There's a little bitterness in there. (I do not think Bolaño would have been unaware of how his repetition of "smile" echos Hamlet describing his murderous uncle—another anxiety of influence—as "villain, villain, smiling, damned villain! ...That one may smile, and smile, and be a villain.") But there's a sticky, non-binary truth in there as well.

Márquez (and Llosa, who has a new book coming out) started as writers, and kept on being writers, but were also showmen who sweated for respectability. Bolaño knew that this sweating (and starfucking) was in some ways distasteful. But their sweat also watered the garden, allowing a whole new generation of Latin American writers to grow.
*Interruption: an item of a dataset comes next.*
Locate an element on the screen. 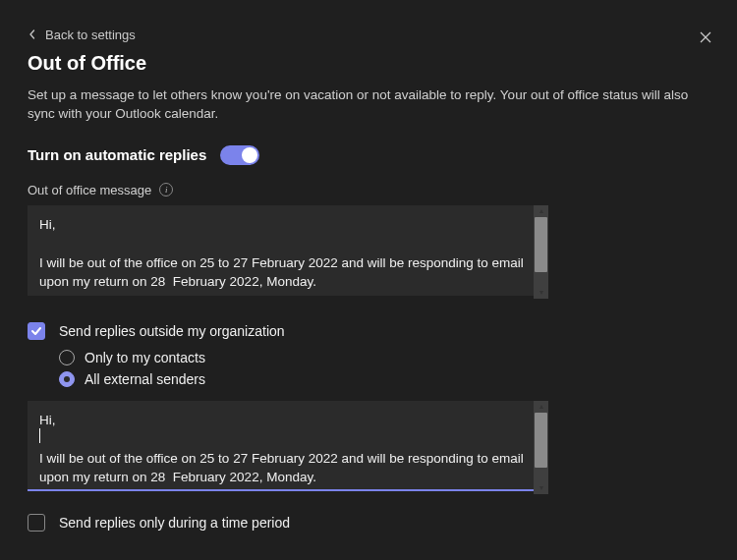 The width and height of the screenshot is (737, 560). ooo-message-label: Out of office message is located at coordinates (89, 191).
He also said in a 1999 interview with the Chilean magazine Capital:

Roberto Bolaño: The literature of Vargas Llosa or García Márquez is gigantic:

Capital: A cathedral.

RB: More than a cathedral. I do not think time will harm them. The work of Vargas Llosa, for example, is immense. It has thousands of entry points and thousands of exit points. So does the literature of García Márquez. They're both public figures. They're not just literary figures. Vargas Llosa was a candidate for president [of Peru]. García Márquez is a political heavyweight and very influential in Latin America.

This distorts things a bit, but it shouldn't make us lose sight of the position they have in the hierarchy. They are superiors, superior to the people who came after and, to be sure, to the writers of my generation. Books such as No One Writes to the Colonel [by Márquez] are simply perfect.

So there you have it. Some readers and writers resent Márquez for his success and/or his politics, but the benefits of his influence—as a writer and as a showman—cannot be denied.

Let us hope his inevitable decline and death is the softest of landings.